Credit: David Bazemore

“The past is the present, isn’t it? It’s the future, too.” It’s no accident that that observation was made by a playwright, Eugene O’Neill. Plays inhabit an eternal present, being performed right in front of us in real time. But some of the best ones reveal how human behavior is shaped by long-ago experiences and wounds that have never healed. Carey Crim’s Never, Not Once, at Ventura’s Rubicon Theatre Company in its West Coast premiere, is a compelling case in point. 

College student Eleanor Davis (Sydney Berk), on a trip home to see her two moms, unexpectedly announces she has decided to try to find her biological father. Her birth mother (Melanie Cruz) has long insisted she was the product of a drunken one-night stand with an anonymous fellow undergraduate. Unsatisfied with that story, Eleanor decides to play amateur detective, and her investigation leads to a cascade of painful revelations.

The plot has echoes of the Brett Kavanaugh/Christine Blasey Ford story, but Crim’s only real villain is the corrosive human tendency to avoid facing the truth. The five-member cast is excellent; the relationships feel lived-in, and the big emotional moments never lapse into melodramatics. Director Katharine Farmer beautifully builds intensity even while keeping the actors physically static for much of the 90-minute show. The onstage stillness clearly reflects the characters’ emotional paralysis; when one breaks, so does the other, and the impact is heart-wrenching.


**WHAT YOU NEED TO DO:** Copy out each line in the material below that has the word "ffffff".

[Opening SOURCE DATA section]

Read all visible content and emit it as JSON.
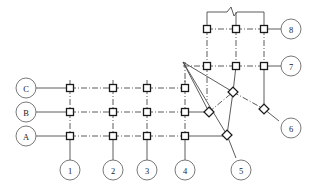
{
  "diagram": {
    "type": "architectural-grid-axis-diagram",
    "colors": {
      "line": "#4a4a4a",
      "node_stroke": "#1a1a1a",
      "node_fill": "#ffffff",
      "circle_stroke": "#6a6a6a",
      "text": "#1a1a1a",
      "background": "#ffffff"
    },
    "line_styles": {
      "grid_primary": "solid",
      "grid_secondary": "dash-dot"
    },
    "axis_labels": {
      "left": [
        {
          "label": "C",
          "y": 88
        },
        {
          "label": "B",
          "y": 112
        },
        {
          "label": "A",
          "y": 136
        }
      ],
      "bottom": [
        {
          "label": "1",
          "x": 70
        },
        {
          "label": "2",
          "x": 113
        },
        {
          "label": "3",
          "x": 147
        },
        {
          "label": "4",
          "x": 185
        },
        {
          "label": "5",
          "x": 241
        }
      ],
      "right": [
        {
          "label": "8",
          "y": 29
        },
        {
          "label": "7",
          "y": 66
        },
        {
          "label": "6",
          "y": 128
        }
      ]
    },
    "columns_orthogonal": [
      70,
      113,
      147,
      185
    ],
    "rows_orthogonal": [
      88,
      112,
      136
    ],
    "columns_upper": [
      207,
      236,
      264
    ],
    "rows_upper": [
      29,
      66
    ],
    "fan_vertex": {
      "x": 183,
      "y": 62
    },
    "square_nodes": [
      {
        "x": 70,
        "y": 88
      },
      {
        "x": 113,
        "y": 88
      },
      {
        "x": 147,
        "y": 88
      },
      {
        "x": 185,
        "y": 88
      },
      {
        "x": 70,
        "y": 112
      },
      {
        "x": 113,
        "y": 112
      },
      {
        "x": 147,
        "y": 112
      },
      {
        "x": 185,
        "y": 112
      },
      {
        "x": 70,
        "y": 136
      },
      {
        "x": 113,
        "y": 136
      },
      {
        "x": 147,
        "y": 136
      },
      {
        "x": 185,
        "y": 136
      },
      {
        "x": 207,
        "y": 29
      },
      {
        "x": 236,
        "y": 29
      },
      {
        "x": 264,
        "y": 29
      },
      {
        "x": 207,
        "y": 66
      },
      {
        "x": 236,
        "y": 66
      },
      {
        "x": 264,
        "y": 66
      }
    ],
    "diamond_nodes": [
      {
        "x": 233,
        "y": 92
      },
      {
        "x": 209,
        "y": 112
      },
      {
        "x": 227,
        "y": 135
      },
      {
        "x": 264,
        "y": 109
      }
    ],
    "break_symbol": {
      "x": 232,
      "y": 12,
      "shape": "zigzag-break"
    },
    "node_size": 7,
    "circle_radius": 10
  }
}
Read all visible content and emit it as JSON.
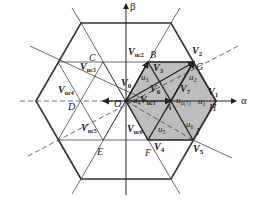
{
  "diagram": {
    "axes": {
      "alpha": "α",
      "beta": "β"
    },
    "points": {
      "O": "O",
      "A": "A",
      "B": "B",
      "C": "C",
      "D": "D",
      "E": "E",
      "F": "F",
      "G": "G",
      "H": "H",
      "I": "I"
    },
    "vectors": {
      "V0": {
        "main": "V",
        "sub": "0"
      },
      "V1": {
        "main": "V",
        "sub": "1"
      },
      "V2": {
        "main": "V",
        "sub": "2"
      },
      "V3": {
        "main": "V",
        "sub": "3"
      },
      "V4": {
        "main": "V",
        "sub": "4"
      },
      "V5": {
        "main": "V",
        "sub": "5"
      },
      "V6": {
        "main": "V",
        "sub": "6"
      },
      "V7": {
        "main": "V",
        "sub": "7"
      },
      "Vuc1": {
        "main": "V",
        "sub": "uc1"
      },
      "Vuc2": {
        "main": "V",
        "sub": "uc2"
      },
      "Vuc3": {
        "main": "V",
        "sub": "uc3"
      },
      "Vuc4": {
        "main": "V",
        "sub": "uc4"
      },
      "Vuc5": {
        "main": "V",
        "sub": "uc5"
      },
      "Vuc6": {
        "main": "V",
        "sub": "uc6"
      }
    },
    "regions": {
      "u1": {
        "main": "u",
        "sub": "1"
      },
      "u2": {
        "main": "u",
        "sub": "2"
      },
      "u3": {
        "main": "u",
        "sub": "3"
      },
      "u4": {
        "main": "u",
        "sub": "4"
      },
      "u5": {
        "main": "u",
        "sub": "5"
      },
      "u6": {
        "main": "u",
        "sub": "6"
      },
      "u07": {
        "main": "u",
        "sub": "0(7)"
      }
    },
    "colors": {
      "shade": "#bdbdbd",
      "line": "#333333"
    }
  }
}
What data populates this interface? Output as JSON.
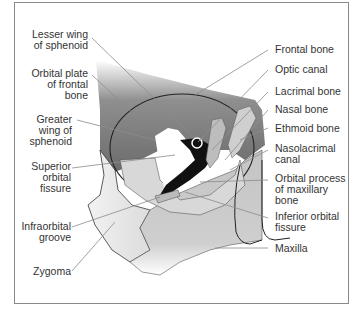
{
  "diagram": {
    "left_labels": [
      {
        "id": "lesser-wing",
        "lines": [
          "Lesser wing",
          "of sphenoid"
        ]
      },
      {
        "id": "orbital-plate",
        "lines": [
          "Orbital plate",
          "of frontal",
          "bone"
        ]
      },
      {
        "id": "greater-wing",
        "lines": [
          "Greater",
          "wing of",
          "sphenoid"
        ]
      },
      {
        "id": "superior-orbital-fissure",
        "lines": [
          "Superior",
          "orbital",
          "fissure"
        ]
      },
      {
        "id": "infraorbital-groove",
        "lines": [
          "Infraorbital",
          "groove"
        ]
      },
      {
        "id": "zygoma",
        "lines": [
          "Zygoma"
        ]
      }
    ],
    "right_labels": [
      {
        "id": "frontal-bone",
        "lines": [
          "Frontal bone"
        ]
      },
      {
        "id": "optic-canal",
        "lines": [
          "Optic canal"
        ]
      },
      {
        "id": "lacrimal-bone",
        "lines": [
          "Lacrimal bone"
        ]
      },
      {
        "id": "nasal-bone",
        "lines": [
          "Nasal bone"
        ]
      },
      {
        "id": "ethmoid-bone",
        "lines": [
          "Ethmoid bone"
        ]
      },
      {
        "id": "nasolacrimal-canal",
        "lines": [
          "Nasolacrimal",
          "canal"
        ]
      },
      {
        "id": "orbital-process",
        "lines": [
          "Orbital process",
          "of maxillary",
          "bone"
        ]
      },
      {
        "id": "inferior-orbital-fissure",
        "lines": [
          "Inferior orbital",
          "fissure"
        ]
      },
      {
        "id": "maxilla",
        "lines": [
          "Maxilla"
        ]
      }
    ],
    "colors": {
      "frontal_dark": "#6e6e6e",
      "bone_light": "#d9d9d9",
      "bone_mid": "#bdbdbd",
      "fissure_black": "#111111",
      "leader_line": "#8c8c8c",
      "label_text": "#333333",
      "frame_border": "#8a8a8a"
    }
  }
}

[Closing SOURCE DATA section]

**SOLUTION TO THE PROBLEM:**
      "node_fill": "#ffffff",
      "background": "#ffffff"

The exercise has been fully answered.